If anything threatens your identity, you’ll become anxious. Maybe even paralyzed with fear. If my daughter goes down the drain, then my whole life is a failure! If I can’t teach anymore, then my life will have no purpose! If I get that disease, my whole life will be ruined! If they legalize gay marriage in Texas, then we will have lost everything!

Some parents are probably a little too wrapped up in the accomplishments of their children. We all might need to evaluate how much we’re tied in to our jobs. And I think the unrest in the world and the increased secularization of the United States is causing God’s children more anxiety and stress than it should.
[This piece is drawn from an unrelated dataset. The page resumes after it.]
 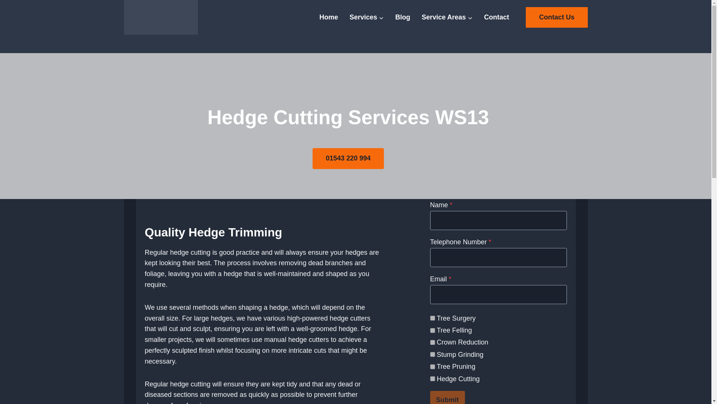 What do you see at coordinates (433, 353) in the screenshot?
I see `Stump Grinding` at bounding box center [433, 353].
Your identity as a person is everything. So, if you lose your identity because somebody messes up or somebody fails, you’ll be resentful, maybe even locked up in bitterness. If you lose your identity through your own mistakes or shortcomings, you might despise yourself or see yourself as a failure your whole life. Either way, these things don’t hold up. There’s no peace.

That’s why Paul reminds these Philippians throughout this whole letter that their identity is in Christ. He addresses it to the saints in Christ Jesus (1:1). I am in chains, he says, for Christ (1:13). You are preaching in the Lord (1:14). We rejoice in the Lord (3:1, 4:4). I’m hoping in the Lord (2:19). I am confident in the Lord (2:24). Euodia and Syntyche, agree with each other in the Lord (3:2). We worship by the Spirit of God, Paul says, and we glory in Christ Jesus and we put no confidence in the flesh (3:3).

“Whatever was to my profit, I now consider loss for the sake of Christ. What is more, I consider everything a loss compared to the surpassing greatness of knowing Christ Jesus my Lord, for whose sake I have lost all things. I consider them rubbish, that I may gain Christ and be found in him.” ~Philippians 3:7-9

If your identity is in Christ, if your true self is in Jesus, you’ll never be threatened. He is Lord. What’s going to take him down? If everything about you is based on Jesus — your self worth, your security, your future, who you are, your significance, your identity — if all that rests in Christ, you can’t lose it. You can’t mess it up. Nobody else can mess it up for you. If Jesus is your center, nothing can upset that.

Of course, placing your all in Christ is the hard part.

C. S. Lewis, in an essay entitled “Is Christianity Hard or Easy?” summed it up:

“The almost impossibly hard thing is to hand over your whole self to Christ. But it is far easier than what we are all trying to do instead.”